Gesine is very much Johnson’s creature in this. We have already seen how, in the course of speaking “About Myself” at Darmstadt during his induction to the German Academy of Language and Literature, he told his life story by remembering the rivers beside which he had lived. He added to this inventory of remembered waters in the CV he typed up on 22 February 1984, which happens to have been the very last day on which he was seen alive in Sheerness. He had been asked for such a document by the German writer and educationalist Friedrich Denk, who was due to introduce him at a planned reading at the German International School in Petersham Road, Richmond. In this fuller version, a copy of which survives among Michael Hamburger’s papers in the British Library, Johnson wrote out in capitals the names of the rivers in each of the places he had lived. Starting where he had grown up, in present-day Poland, he named the DIEVENOW (now the Dzwina) at Kammin (Kamien Pomorski), near the home of his maternal grandparents, and the OBRA outside his SS-run school in Kosten/Kościan. He added the RECKNITZ and the NEBEL at Güstrow, the TIBER in Rome, the HARLEM as well as the HUDSON and WEST RIVER in New York City, the HAVEL, SPREE and LANDWEHRKANAL in walled-off Berlin. Johnson’s last expanded map
of his life as a series of free-running rivers also includes the Isle of Sheppey, acknowledging the MEDWAY and SWALE beside the THAMES — rightly said by now to “beset” rather than smoothly glide past the low-lying town of Sheerness.11
Rivers and lakes figured largely in Johnson’s unsettling storm of memories and so too did the sea, which we are invited to consider not only for the glinting or wave-shaped surface that might be seen from a beach or sea-facing window but also for the powers that lie hidden in its depths. Johnson engages the sea not as an engineer, marine biologist or nature writer might know it, but as a non-human force that is nevertheless the witness and even bearer of the murderous history that keeps troubling the surface of Gesine Cresspahl’s consciousness. Early in Anniversaries, he permits her to tell her daughter about the day (“On a day like this, thirty-six-years ago. On a white day like this…”) when her father proposed to her mother while strolling along the promenade overlooking the sea at Rande, a fictional Baltic resort derived partly from Boltenhagen.
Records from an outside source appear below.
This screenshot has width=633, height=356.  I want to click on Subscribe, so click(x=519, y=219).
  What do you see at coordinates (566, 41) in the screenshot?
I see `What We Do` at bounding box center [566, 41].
Yet he also interrupts her recitation of that seaside scene with the New York Times’ present-day report of the death in prison of Ilse Koch, the notoriously depraved and sadistic “Beast of Buchenwald”.12 The incoming waves too are entangled: caught up both in Nazi imagery of national destiny and in the later Stalinist imagination in which Hitler appears as a “recurring type” in the “ebb and flow of history” — as demonstrated in the slogan painted on bedsheets and hung on town halls as a guarantee of the new socialist state’s eternal identification with the people (“Hitlers/come and go/but/the German people, the German State/remains”13).